Oh hey this blog looks different!

Yes it does! I’ve gotten frustrated at the look, feel, and crunchy aspect of my old template, and refreshed it.

What once was a fork of Clean Blog Jekyll is now a fork of Thinkspace that I’m using as my base remote theme, myrtle.

What I learnt

While some custom themes work well in themselves and expect you to fork them to use them as a template, they don’t work well as remote templates. Because I have separate repos for all my subpages, I need a remote theme else I’d have all the duplicated code.

For thinkspace, I had to move the sass files from the folder defined in _config under sass_dir – assets/scss – to just _sass. That got rid of the issues with not finding files (which I think is because remote-theme doesn’t listen to custom sass folders, but don’t quote me on that.)

I also learnt that while jekyll 4 has features that allow sites to inherit preconfigured defaults, but this is specifically a Jekyll 4 feature. GitHub Pages is still on Jekyll 3, so this feature doesn’t yet work. (Sources: stackoverflow thread, github thread). The (temporary) workaround is to have your theme’s _config.yml in a state where you can easily bulk copy/paste and adjust where needed. Or, you know, not use GitHub Pages and use something like netlify, but for now the copy/paste works for me.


Required work: Count every line in the data that contains the word "spirits", then report that number alone.

Data:

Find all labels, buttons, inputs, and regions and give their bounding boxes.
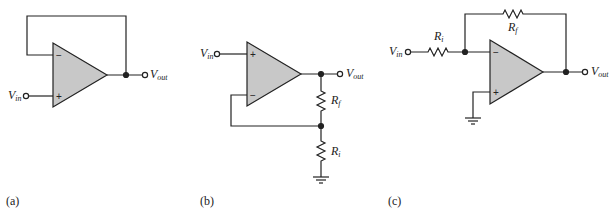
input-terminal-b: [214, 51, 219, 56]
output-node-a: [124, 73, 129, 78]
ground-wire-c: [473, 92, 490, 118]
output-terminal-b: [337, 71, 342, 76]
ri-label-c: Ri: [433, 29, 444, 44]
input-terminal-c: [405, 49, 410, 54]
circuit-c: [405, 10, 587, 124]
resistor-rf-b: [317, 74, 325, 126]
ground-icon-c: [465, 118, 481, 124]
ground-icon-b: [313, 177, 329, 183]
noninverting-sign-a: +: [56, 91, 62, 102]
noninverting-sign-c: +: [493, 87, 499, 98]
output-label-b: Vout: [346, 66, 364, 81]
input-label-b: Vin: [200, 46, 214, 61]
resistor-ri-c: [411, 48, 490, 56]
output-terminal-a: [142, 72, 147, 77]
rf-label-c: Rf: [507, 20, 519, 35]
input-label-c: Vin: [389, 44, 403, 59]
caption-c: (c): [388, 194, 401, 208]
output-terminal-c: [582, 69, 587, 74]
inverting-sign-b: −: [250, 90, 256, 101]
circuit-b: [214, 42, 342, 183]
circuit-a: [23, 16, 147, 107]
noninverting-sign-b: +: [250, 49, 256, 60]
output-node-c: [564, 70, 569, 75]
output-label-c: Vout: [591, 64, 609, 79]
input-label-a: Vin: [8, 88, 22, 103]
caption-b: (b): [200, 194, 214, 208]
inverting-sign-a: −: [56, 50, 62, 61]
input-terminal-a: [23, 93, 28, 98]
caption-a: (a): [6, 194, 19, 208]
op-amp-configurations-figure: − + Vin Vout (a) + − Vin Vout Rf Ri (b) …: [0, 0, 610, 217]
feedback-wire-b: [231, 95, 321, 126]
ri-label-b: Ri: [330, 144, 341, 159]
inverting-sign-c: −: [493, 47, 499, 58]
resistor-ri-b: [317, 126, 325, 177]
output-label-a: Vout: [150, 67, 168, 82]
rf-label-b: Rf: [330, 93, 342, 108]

--

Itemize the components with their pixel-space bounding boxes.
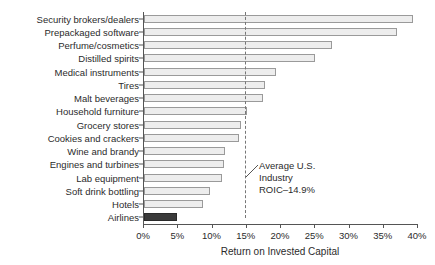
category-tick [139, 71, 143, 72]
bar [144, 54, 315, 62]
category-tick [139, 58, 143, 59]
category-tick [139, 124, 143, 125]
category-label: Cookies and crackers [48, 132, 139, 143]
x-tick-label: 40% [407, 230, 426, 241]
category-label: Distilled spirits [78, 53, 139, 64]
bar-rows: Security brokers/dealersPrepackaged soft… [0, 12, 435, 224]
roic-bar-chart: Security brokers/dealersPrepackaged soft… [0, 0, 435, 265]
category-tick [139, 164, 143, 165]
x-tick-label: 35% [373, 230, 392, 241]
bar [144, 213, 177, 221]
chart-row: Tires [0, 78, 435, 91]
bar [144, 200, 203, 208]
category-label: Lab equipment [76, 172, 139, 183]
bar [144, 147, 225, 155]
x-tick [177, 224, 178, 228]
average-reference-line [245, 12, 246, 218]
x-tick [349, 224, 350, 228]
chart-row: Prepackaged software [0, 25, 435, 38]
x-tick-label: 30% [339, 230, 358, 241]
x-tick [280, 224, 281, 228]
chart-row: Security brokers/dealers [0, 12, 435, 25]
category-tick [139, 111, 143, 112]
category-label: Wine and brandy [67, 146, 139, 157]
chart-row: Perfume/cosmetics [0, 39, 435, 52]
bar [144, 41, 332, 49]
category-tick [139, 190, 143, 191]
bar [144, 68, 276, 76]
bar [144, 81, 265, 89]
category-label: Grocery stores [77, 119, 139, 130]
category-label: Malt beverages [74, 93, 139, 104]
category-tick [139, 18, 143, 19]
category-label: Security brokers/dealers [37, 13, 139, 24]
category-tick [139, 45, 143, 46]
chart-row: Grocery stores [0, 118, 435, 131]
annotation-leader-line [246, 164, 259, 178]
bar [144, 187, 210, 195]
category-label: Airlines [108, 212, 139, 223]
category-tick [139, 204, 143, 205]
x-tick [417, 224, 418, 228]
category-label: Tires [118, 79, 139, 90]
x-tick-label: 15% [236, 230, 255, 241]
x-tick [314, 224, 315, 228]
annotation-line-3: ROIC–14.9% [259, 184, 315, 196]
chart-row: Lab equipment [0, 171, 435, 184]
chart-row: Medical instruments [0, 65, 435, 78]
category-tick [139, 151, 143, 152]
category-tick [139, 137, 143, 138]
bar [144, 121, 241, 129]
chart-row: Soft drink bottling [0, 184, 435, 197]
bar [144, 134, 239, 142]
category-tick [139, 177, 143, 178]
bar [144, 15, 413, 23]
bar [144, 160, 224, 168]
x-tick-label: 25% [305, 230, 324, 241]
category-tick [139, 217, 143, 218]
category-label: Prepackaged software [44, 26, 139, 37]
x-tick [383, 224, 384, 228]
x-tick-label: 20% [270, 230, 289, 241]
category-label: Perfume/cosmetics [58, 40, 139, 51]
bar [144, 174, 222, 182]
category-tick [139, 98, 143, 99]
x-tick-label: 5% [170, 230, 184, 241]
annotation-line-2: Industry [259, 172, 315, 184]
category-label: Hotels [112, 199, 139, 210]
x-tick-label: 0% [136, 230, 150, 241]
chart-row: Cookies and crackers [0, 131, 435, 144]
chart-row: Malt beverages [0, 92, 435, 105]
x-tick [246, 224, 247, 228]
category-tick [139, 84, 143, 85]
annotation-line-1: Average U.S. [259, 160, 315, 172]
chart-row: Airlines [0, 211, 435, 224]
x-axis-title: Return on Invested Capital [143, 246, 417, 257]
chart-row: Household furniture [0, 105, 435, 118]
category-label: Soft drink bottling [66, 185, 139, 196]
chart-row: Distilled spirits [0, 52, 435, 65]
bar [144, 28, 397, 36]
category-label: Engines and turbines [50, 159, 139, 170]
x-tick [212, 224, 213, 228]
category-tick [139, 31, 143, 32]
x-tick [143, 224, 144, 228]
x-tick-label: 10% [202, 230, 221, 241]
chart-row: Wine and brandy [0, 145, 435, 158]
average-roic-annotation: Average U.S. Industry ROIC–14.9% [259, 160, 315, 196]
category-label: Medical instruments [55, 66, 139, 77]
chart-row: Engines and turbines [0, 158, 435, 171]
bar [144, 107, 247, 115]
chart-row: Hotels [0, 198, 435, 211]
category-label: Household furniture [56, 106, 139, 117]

Exercise response: 2